Holiday pay when you leave a job
Accrued, untaken statutory holiday must be paid when employment ends — it can't be waived, and "use it or lose it" doesn't apply to a leaver. The payment belongs in your final payslip.
Owed on leaving
2026/27(entitlement × year fraction) − days taken
Each remaining day is paid at your normal daily rate (52-week average if pay varies). No rounding down — but no statutory rounding up for leavers either.
The rules on exit
The statutory position sits in regulation 14 of the Working Time Regulations: leave accrues up to the termination date and the balance is paid in lieu. Three things employees often miss:
- Notice periods accrue holiday — including garden leave. Only PILON stops the clock early.
- Bank holidays falling before your exit that were part of your allowance count as taken; ones after your leave date are irrelevant.

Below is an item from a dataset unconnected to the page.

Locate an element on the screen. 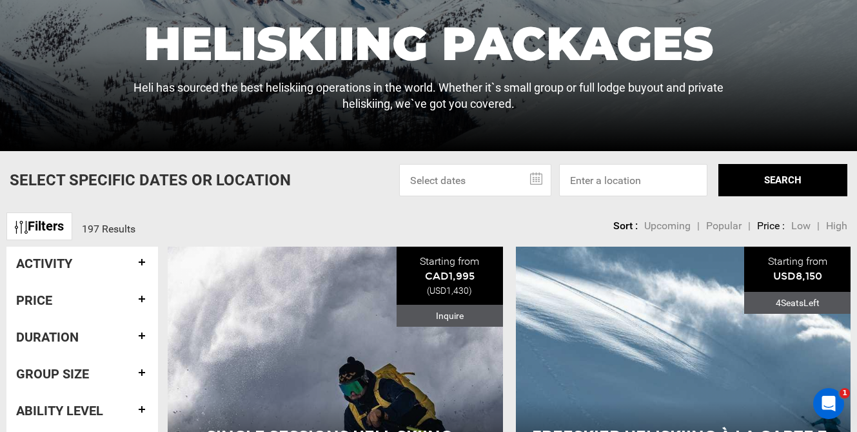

- Overtaken holiday can only be clawed back from final pay if a written agreement allows it.
Common questions
Can my employer make me use my holiday during notice instead of paying it?
Yes, if they give notice twice the length of the leave (e.g. 2 days' notice to require 1 day of holiday) or the contract provides for it. Many prefer that to paying in lieu.
What rate is a paid-out day worth?
A normal working day's gross pay — including regular overtime, commission and allowances averaged over the last 52 paid weeks if your pay varies. It's taxed as ordinary earnings.
I was on a zero-hours contract — same rules?
Yes. Whatever you accrued at 12.07% of hours worked and haven't taken (or had rolled up in each payslip) must be paid on exit. Check payslips for the itemised 12.07% line — if it's missing, you're owed.
My employer refuses to pay — what now?
Raise it in writing first (an unlawful-deduction claim needs to reach a tribunal within 3 months less a day of the underpayment). Acas early conciliation is the required first step and free.
Sources for the figures on this page
Last checked 3 July 2026How we keep these current: methodology & update policy.